The amount increased considerably last year, because a deposit on cans has also been levied since April 1, 2023.

Deposit bottles

Last year, Verpact estimated that we returned almost 70 percent of the small deposit bottles and almost 88 percent of the large bottles.

That is more than a year earlier, but the target of 90 percent is still far from being achieved. And that legal objective applies from 2022.

The percentage of small bottles that were returned increased considerably, by ten percentage points. But for large deposit bottles, the percentage returned hardly increased at all, by only 1.1 percentage points.

Cans

Cans are returned least often to collect deposits. The share of cans returned increased from 26 percent in the second quarter, via 61 percent in the third quarter of 2023 to 65 percent in the fourth quarter.

But that also falls well short of the 90 percent target.

36 percent not collected

All in all, the Dutch only collected 63.5 percent of the deposit they paid last year. We did not collect the remaining 36 percent, or 212 million euros. Many deposit bottles and cans ended up in the garbage, in the plastic bin and partly on the roadside.

RTL Z previously calculated that Dutch people leave approximately 250 million euros worth of deposits on an annual basis. If you take into account that there was no deposit on cans in the first quarter of last year, Verpact’s calculation results in approximately the same amount on an annual basis.

More deposit machines needed

Consumers have regularly complained recently about queues for deposit machines.
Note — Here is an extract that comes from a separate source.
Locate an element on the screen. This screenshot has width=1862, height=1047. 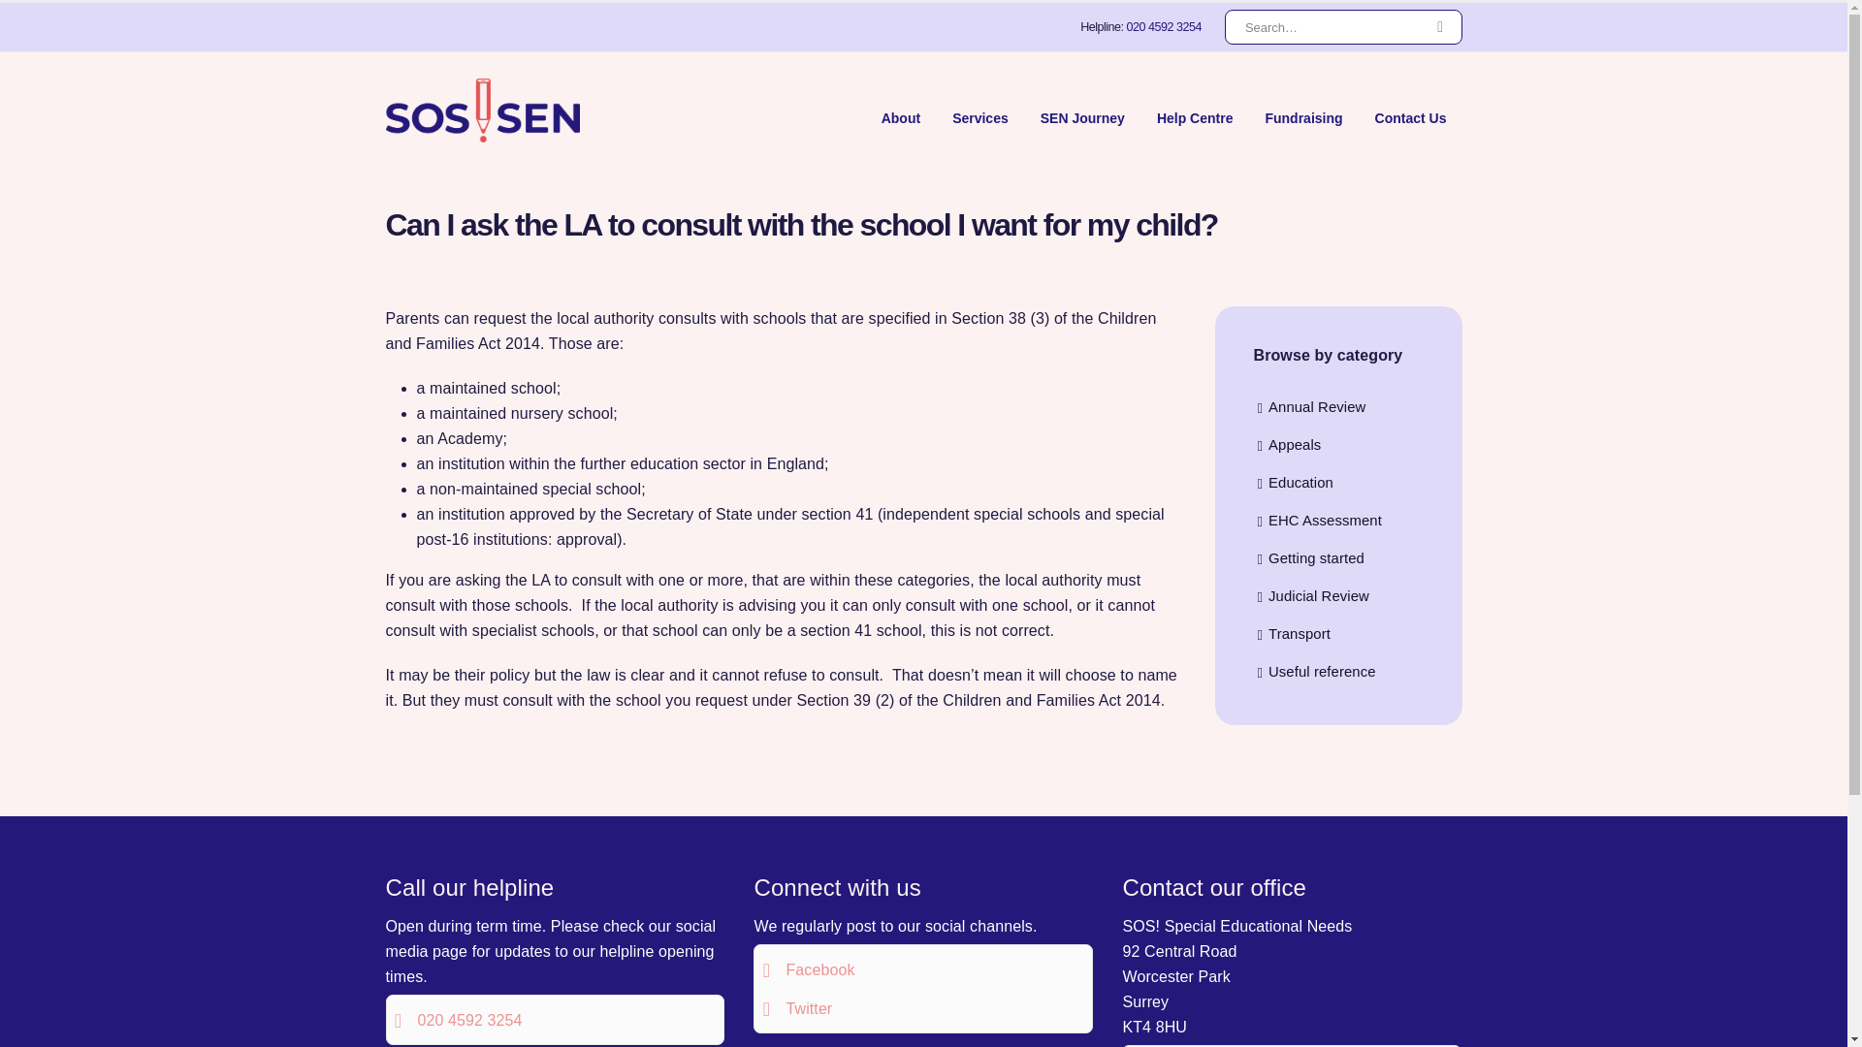
Services is located at coordinates (979, 117).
Hundreds of additional deposit machines must be installed at supermarkets in the coming years to ensure that people hand in more plastic bottles, according to a plan that the Packaging Waste Fund submitted to the Human Environment and Transport Inspectorate (ILT) in December.

There should also be more return points outside the supermarkets.

Don’t send money to supermarkets and producers

Supermarkets or producers do not become richer if consumers do not return bottles or cans with a deposit.

Only if you take your deposit bottles and cans to the supermarket, but do not hand in the receipt (and do not donate to a good cause), the money is for the supermarket.